This book, based on the "philosophical life" of the late French philosopher Michel Foucault, reveals the mind of a man who was, says Miller, "one of the most original---and daring---thinkers of the century." Far from being just another biography of Foucault's life, Miller's thoroughly researched project demonstrates time and again the intimate interconnection between the way a life is lived and the thinking and writing that can come from that life. But this is much more than just an intellectual history. One Can't help but share in the passion that speaks through Miller's writing, powerfully earning this book its title.

Foucault said, "...there is not a book I have written that does not grow, at least in part, out of a direct, personal experience." Each chapter of Miller's book gradually unfolds the truth of this statement, beginning with Foucault's earliest writings on madness and mental illness, through his works on knowledge and criminality, to his final opus on the nature of human sexuality. Foucault's unorthodox approach to history is made clear, revealing a revolutionary philosophy based not on structured logic and reason, but growing instead from the realm of experience, in keeping with the "great Nietzschean quest [to] become what one is."

I personally found this book quite disturbing, still accepting as I do many principles of existential humanism, especially those of free will and personal responsibility. But humanism as a whole is a philosphy Foucault and his contemporaries emphatically reject as "a diminution of man," made up of "everything in Western civilization that restricts the desire for power" and "every attitude that considers the aim of politics to be the production of happiness." In reality, says Foucault, happiness does not exist---and the happiness of man exists still less."

"The individual," he is reported to have said, "is contingent, formed by the weight of moral tradition, not really autonomous." And we "can and must make of man a negative experience, lived in the form of hate and aggression."

Somewhat stunned, I've nevertheless gained from Miller's book a new understanding of the world I live in, and of myself as part of that world. "Under the impact of civilization," he summarizes, "the will to power (Freud's 'death instinct') has been driven inward and turned against itself---creating within the human being a new inclination: to destroy himself." So, if Foucault is right, the basic truth that society tries to make humans homogenously "tame" is itself the very root of the violence and decadence of our times.
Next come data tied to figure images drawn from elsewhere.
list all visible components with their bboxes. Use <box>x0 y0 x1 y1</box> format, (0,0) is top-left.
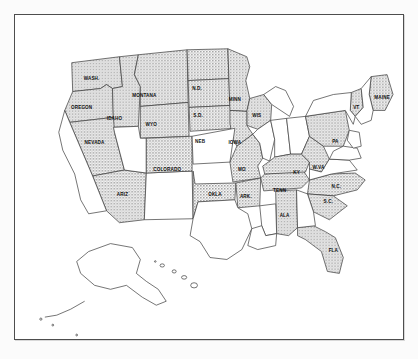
inset-alaska-island-3 <box>76 334 78 336</box>
state-south-dakota <box>188 79 230 108</box>
inset-alaska-aleutians <box>45 301 85 317</box>
inset-alaska-island-1 <box>40 318 42 320</box>
state-nebraska <box>189 105 235 131</box>
inset-hawaii-islet <box>154 261 156 263</box>
state-maryland-delaware <box>329 146 361 160</box>
state-new-jersey <box>347 130 361 148</box>
state-wyoming <box>140 102 189 138</box>
state-texas <box>190 200 252 260</box>
state-florida <box>298 226 344 274</box>
state-kansas <box>192 128 235 164</box>
inset-alaska <box>77 244 167 306</box>
state-montana <box>134 50 188 107</box>
state-new-mexico <box>144 171 193 220</box>
us-map-graphic <box>15 15 403 339</box>
state-north-dakota <box>187 49 229 81</box>
inset-hawaii-maui <box>182 276 187 280</box>
state-maine <box>369 75 393 111</box>
inset-hawaii-kauai <box>160 264 164 267</box>
map-figure: WASH.OREGONIDAHOMONTANAWYONEVADAN.D.S.D.… <box>14 14 404 340</box>
inset-hawaii-big-island <box>191 283 198 288</box>
state-washington <box>72 57 123 92</box>
state-colorado <box>146 136 192 173</box>
state-minnesota <box>228 49 250 112</box>
state-oregon <box>65 85 114 123</box>
state-arkansas <box>236 178 261 208</box>
state-alabama <box>276 190 298 236</box>
inset-hawaii-oahu <box>172 270 176 273</box>
inset-alaska-island-2 <box>52 324 54 326</box>
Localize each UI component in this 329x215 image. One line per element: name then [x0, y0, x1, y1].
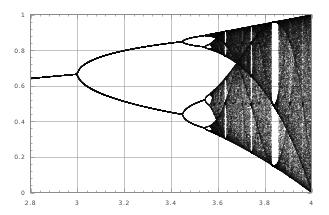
- y-tick-label: 0.2: [14, 153, 25, 160]
- bifurcation-figure: 10.80.60.40.20 2.833.23.43.63.84: [0, 0, 329, 215]
- x-tick-label: 3.8: [250, 199, 280, 206]
- x-tick-label: 3: [62, 199, 92, 206]
- y-tick-label: 0.6: [14, 82, 25, 89]
- x-tick-label: 3.4: [156, 199, 186, 206]
- x-tick-label: 2.8: [16, 199, 46, 206]
- y-tick-label: 0: [21, 189, 25, 196]
- x-tick-label: 3.6: [203, 199, 233, 206]
- y-tick-label: 0.8: [14, 47, 25, 54]
- bifurcation-plot-canvas: [0, 0, 329, 215]
- x-tick-label: 3.2: [109, 199, 139, 206]
- x-tick-label: 4: [297, 199, 327, 206]
- y-tick-label: 1: [21, 11, 25, 18]
- y-tick-label: 0.4: [14, 118, 25, 125]
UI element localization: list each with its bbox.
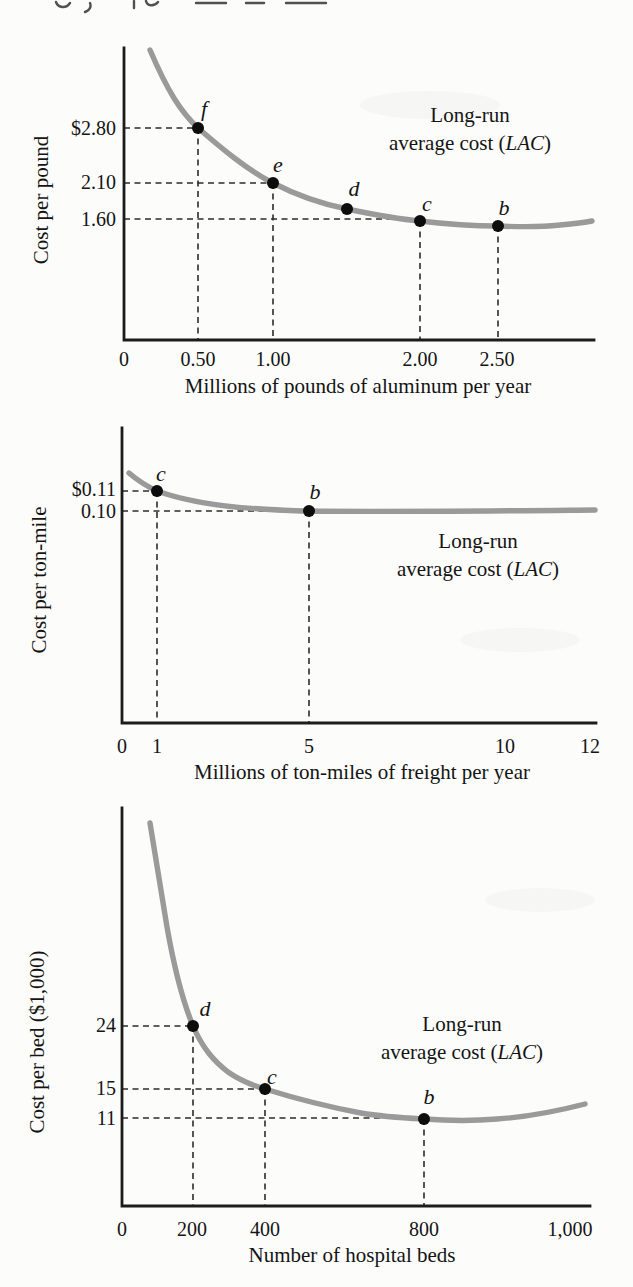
y-tick-label: 11 (97, 1107, 116, 1129)
chart-aluminum: fedcb$2.802.101.6000.501.002.002.50Milli… (29, 48, 594, 398)
y-axis-title: Cost per pound (29, 135, 53, 264)
x-axis-title: Millions of pounds of aluminum per year (185, 374, 531, 398)
point-label-d: d (349, 176, 361, 201)
x-axis-title: Number of hospital beds (248, 1243, 455, 1267)
x-tick-label: 200 (177, 1218, 207, 1240)
lac-curves-figure: fedcb$2.802.101.6000.501.002.002.50Milli… (0, 0, 633, 1287)
scan-smudge (460, 628, 580, 652)
y-tick-label: 24 (96, 1014, 116, 1036)
y-tick-label: 15 (96, 1077, 116, 1099)
cropped-text-remnant (56, 1, 326, 12)
y-tick-label: 1.60 (81, 208, 116, 230)
chart-hospital: dcb24151102004008001,000Number of hospit… (25, 808, 593, 1267)
data-point-d (187, 1020, 199, 1032)
point-label-c: c (267, 1064, 277, 1089)
x-tick-label: 1,000 (548, 1218, 593, 1240)
x-tick-label: 10 (495, 735, 515, 757)
data-point-b (418, 1113, 430, 1125)
point-label-b: b (499, 195, 510, 220)
x-tick-label: 0.50 (181, 348, 216, 370)
y-axis-title: Cost per bed ($1,000) (25, 950, 49, 1133)
curve-annotation-line1: Long-run (422, 1012, 502, 1036)
point-label-d: d (200, 996, 212, 1021)
point-label-b: b (424, 1084, 435, 1109)
x-tick-label: 2.50 (480, 348, 515, 370)
data-point-d (341, 203, 353, 215)
lac-curve (150, 823, 585, 1121)
point-label-e: e (273, 152, 283, 177)
curve-annotation-line2: average cost (LAC) (389, 131, 551, 155)
x-tick-label: 0 (119, 348, 129, 370)
data-point-b (492, 220, 504, 232)
point-label-b: b (310, 479, 321, 504)
point-label-c: c (156, 461, 166, 486)
x-tick-label: 400 (250, 1218, 280, 1240)
y-axis-title: Cost per ton-mile (27, 507, 51, 654)
y-tick-label: 0.10 (81, 500, 116, 522)
scan-smudge (485, 888, 595, 912)
x-tick-label: 800 (409, 1218, 439, 1240)
data-point-f (192, 122, 204, 134)
x-axis-title: Millions of ton-miles of freight per yea… (194, 760, 530, 784)
curve-annotation-line2: average cost (LAC) (381, 1040, 543, 1064)
point-label-c: c (422, 191, 432, 216)
x-tick-label: 5 (304, 735, 314, 757)
data-point-e (267, 177, 279, 189)
data-point-b (303, 505, 315, 517)
y-tick-label: $2.80 (71, 117, 116, 139)
x-tick-label: 1 (152, 735, 162, 757)
curve-annotation-line2: average cost (LAC) (397, 557, 559, 581)
point-label-f: f (201, 96, 210, 121)
data-point-c (414, 215, 426, 227)
chart-freight: cb$0.110.100151012Millions of ton-miles … (27, 428, 600, 784)
x-tick-label: 2.00 (403, 348, 438, 370)
y-tick-label: 2.10 (81, 171, 116, 193)
x-tick-label: 12 (580, 735, 600, 757)
curve-annotation-line1: Long-run (438, 529, 518, 553)
x-tick-label: 1.00 (256, 348, 291, 370)
data-point-c (151, 485, 163, 497)
x-tick-label: 0 (117, 1218, 127, 1240)
curve-annotation-line1: Long-run (430, 103, 510, 127)
y-tick-label: $0.11 (72, 478, 116, 500)
lac-curve (129, 473, 595, 511)
x-tick-label: 0 (117, 735, 127, 757)
textbook-figure-page: fedcb$2.802.101.6000.501.002.002.50Milli… (0, 0, 633, 1287)
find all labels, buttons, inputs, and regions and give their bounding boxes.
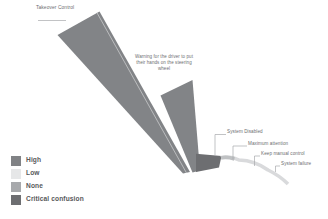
wedge-system-disabled[interactable]: [196, 154, 222, 172]
annotation-keep-manual-control: Keep manual control: [261, 151, 305, 157]
legend-label-low: Low: [26, 170, 40, 177]
leader-line-system-disabled: [215, 135, 226, 156]
arc-band-none-attention[interactable]: [221, 157, 235, 159]
annotation-system-failure: System failure: [281, 161, 311, 167]
legend-swatch-high: [11, 156, 21, 166]
legend-swatch-critical-confusion: [11, 195, 21, 205]
legend-item-low[interactable]: Low: [11, 167, 141, 180]
legend-label-none: None: [26, 183, 43, 190]
radial-chart-figure: Takeover Control Warning for the driver …: [0, 0, 328, 219]
legend-swatch-low: [11, 169, 21, 179]
annotation-maximum-attention: Maximum attention: [248, 141, 288, 147]
annotation-warning-hands-on-wheel: Warning for the driver to put their hand…: [133, 54, 195, 72]
annotation-system-disabled: System Disabled: [227, 129, 263, 135]
leader-line-system-failure: [276, 166, 281, 172]
annotation-takeover-control: Takeover Control: [36, 5, 74, 11]
legend-item-high[interactable]: High: [11, 154, 141, 167]
legend-item-critical-confusion[interactable]: Critical confusion: [11, 193, 141, 206]
legend-label-high: High: [26, 157, 41, 164]
legend-item-none[interactable]: None: [11, 180, 141, 193]
legend-swatch-none: [11, 182, 21, 192]
legend-label-critical-confusion: Critical confusion: [26, 196, 84, 203]
chart-legend: High Low None Critical confusion: [11, 154, 141, 206]
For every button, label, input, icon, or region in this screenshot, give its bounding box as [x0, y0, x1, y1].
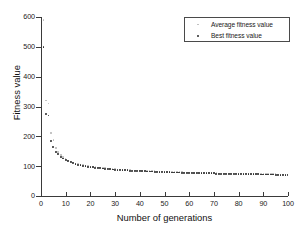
data-point — [82, 165, 84, 167]
x-tick-label: 100 — [275, 200, 301, 207]
data-point — [50, 132, 52, 134]
data-point — [166, 171, 168, 173]
legend-marker-best-icon — [185, 35, 211, 37]
data-point — [161, 171, 163, 173]
legend-entry-best: Best fitness value — [185, 30, 291, 41]
legend-label-average: Average fitness value — [211, 21, 273, 28]
y-tick-label: 100 — [5, 163, 35, 170]
x-tick-label: 90 — [250, 200, 276, 207]
data-point — [151, 171, 153, 173]
data-point — [55, 147, 57, 149]
plot-area — [41, 17, 288, 196]
x-tick-label: 30 — [102, 200, 128, 207]
data-point — [287, 174, 288, 176]
data-point — [77, 164, 79, 166]
data-point — [178, 172, 180, 174]
data-point — [50, 140, 52, 142]
data-point — [119, 169, 121, 171]
x-axis-line — [41, 196, 288, 197]
data-point — [235, 173, 237, 175]
data-point — [188, 172, 190, 174]
x-tick-label: 20 — [77, 200, 103, 207]
data-point — [215, 173, 217, 175]
data-point — [72, 162, 74, 164]
chart-figure: 0100200300400500600 01020304050607080901… — [0, 0, 302, 235]
data-point — [230, 173, 232, 175]
data-point — [94, 167, 96, 169]
data-point — [87, 166, 89, 168]
data-point — [141, 170, 143, 172]
data-point — [109, 168, 111, 170]
data-point — [208, 172, 210, 174]
data-point — [250, 173, 252, 175]
data-point — [114, 169, 116, 171]
legend-label-best: Best fitness value — [211, 32, 262, 39]
data-point — [62, 158, 64, 160]
data-point — [220, 173, 222, 175]
data-point — [48, 115, 50, 117]
data-point — [53, 139, 55, 141]
data-point — [262, 174, 264, 176]
data-point — [173, 172, 175, 174]
data-point — [183, 172, 185, 174]
data-point — [52, 146, 54, 148]
x-axis-title: Number of generations — [41, 213, 288, 222]
x-tick-label: 50 — [152, 200, 178, 207]
data-point — [198, 172, 200, 174]
x-tick-label: 60 — [176, 200, 202, 207]
data-point — [245, 173, 247, 175]
y-tick-label: 600 — [5, 13, 35, 20]
data-point — [48, 103, 50, 105]
data-point — [203, 172, 205, 174]
data-point — [282, 174, 284, 176]
y-axis-title: Fitness value — [12, 33, 21, 153]
data-point — [57, 153, 59, 155]
data-point — [193, 172, 195, 174]
data-point — [43, 19, 45, 21]
y-tick — [36, 196, 41, 197]
x-tick — [288, 192, 289, 196]
data-point — [225, 173, 227, 175]
legend-entry-average: Average fitness value — [185, 19, 291, 30]
data-point — [104, 168, 106, 170]
data-point — [45, 100, 47, 102]
data-point — [272, 174, 274, 176]
data-point — [43, 46, 45, 48]
data-point — [67, 160, 69, 162]
data-point — [257, 173, 259, 175]
data-point — [146, 171, 148, 173]
x-tick-label: 70 — [201, 200, 227, 207]
data-point — [124, 169, 126, 171]
x-tick-label: 10 — [53, 200, 79, 207]
data-point — [45, 113, 47, 115]
data-point — [240, 173, 242, 175]
data-point — [156, 171, 158, 173]
x-tick-label: 40 — [127, 200, 153, 207]
chart-legend: Average fitness value Best fitness value — [184, 17, 290, 42]
x-tick-label: 80 — [226, 200, 252, 207]
x-tick-label: 0 — [28, 200, 54, 207]
data-point — [277, 174, 279, 176]
legend-marker-average-icon — [185, 24, 211, 26]
y-tick-label: 0 — [5, 192, 35, 199]
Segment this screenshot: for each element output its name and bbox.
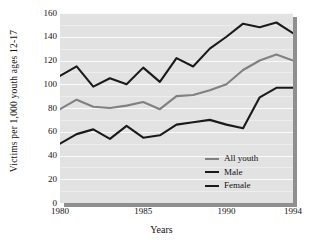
- y-tick-label: 160: [24, 9, 57, 18]
- legend-item: All youth: [205, 152, 289, 166]
- series-line-male: [60, 23, 293, 87]
- y-tick-label: 20: [24, 175, 57, 184]
- chart-legend: All youthMaleFemale: [205, 152, 289, 193]
- legend-label: Male: [224, 166, 243, 180]
- legend-item: Female: [205, 179, 289, 193]
- x-tick-label: 1994: [273, 206, 313, 216]
- legend-label: All youth: [224, 152, 258, 166]
- y-axis-title: Victims per 1,000 youth ages 12-17: [9, 11, 19, 191]
- x-tick-label: 1985: [123, 206, 163, 216]
- x-axis-title: Years: [0, 224, 323, 235]
- x-tick-label: 1990: [206, 206, 246, 216]
- y-tick-label: 100: [24, 80, 57, 89]
- legend-swatch-icon: [205, 171, 219, 173]
- legend-swatch-icon: [205, 185, 219, 187]
- y-tick-label: 40: [24, 151, 57, 160]
- legend-swatch-icon: [205, 158, 219, 160]
- y-tick-label: 80: [24, 104, 57, 113]
- y-tick-label: 120: [24, 56, 57, 65]
- y-tick-label: 60: [24, 127, 57, 136]
- line-chart: Victims per 1,000 youth ages 12-17 02040…: [0, 0, 323, 247]
- x-tick-label: 1980: [40, 206, 80, 216]
- legend-item: Male: [205, 166, 289, 180]
- legend-label: Female: [224, 179, 251, 193]
- y-tick-label: 140: [24, 32, 57, 41]
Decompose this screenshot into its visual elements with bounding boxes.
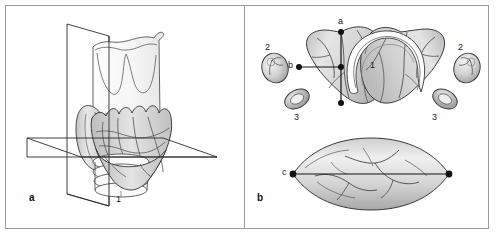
label-parathyroid-superior-left: 2: [265, 42, 270, 52]
panel-a-drawing: [0, 0, 245, 237]
label-parathyroid-superior-right: 2: [458, 42, 463, 52]
label-trachea-panel-b: 1: [370, 60, 375, 70]
label-parathyroid-inferior-right: 3: [432, 112, 437, 122]
axis-label-c: c: [282, 167, 287, 177]
panel-b-drawing: [245, 0, 497, 237]
panel-b: b 1 2 2 3 3 a b c: [245, 0, 497, 237]
label-trachea-panel-a: 1: [116, 194, 121, 204]
thyroid-cartilage: [93, 32, 164, 118]
axis-label-b: b: [288, 60, 293, 70]
parathyroid-superior-right: [450, 50, 484, 87]
label-parathyroid-inferior-left: 3: [294, 112, 299, 122]
parathyroid-inferior-left: [281, 85, 312, 113]
panel-a-letter: a: [29, 192, 35, 203]
parathyroid-inferior-right: [429, 85, 460, 113]
figure-root: a 1: [0, 0, 497, 237]
axis-label-a: a: [338, 16, 343, 26]
transverse-plane: [27, 138, 217, 157]
panel-b-letter: b: [257, 192, 263, 203]
panel-a: a 1: [0, 0, 245, 237]
parathyroid-superior-left: [258, 50, 292, 87]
If we are to point to the cause of these problems, we can only point at ourselves and at our structured ways of thinking. The problem is not what we have allowed to be, but rather what we have tried to deny and eliminate. "I am referring," says Foucault, "to all those experiences that have been rejected by our civilization, or which it accepts only within literature." This view throws the current move toward increased artistic censorship into new and unexpected relief.

For Foucault, then, the issue is the same, whatever the subject at hand: the concept of madness, our systems of language and knowledge, law and the punishment of crime, or the idea and expression of our individual sexuality. Regardless of our lifestyle, history has told us the limits of what we can be, and as individuals and as a culture we are paying a great price for believeing it. According to Foucault, the solution can only be to "free ourselves from...cultural conservatism, as well as from political conservatism. We must see our rituals for what they are: completely arbitrary things." We must find the "limits" of our thinking and learn to transcend them. Says Foucault, "...the unity of society [is] precisely that which should...be destroyed."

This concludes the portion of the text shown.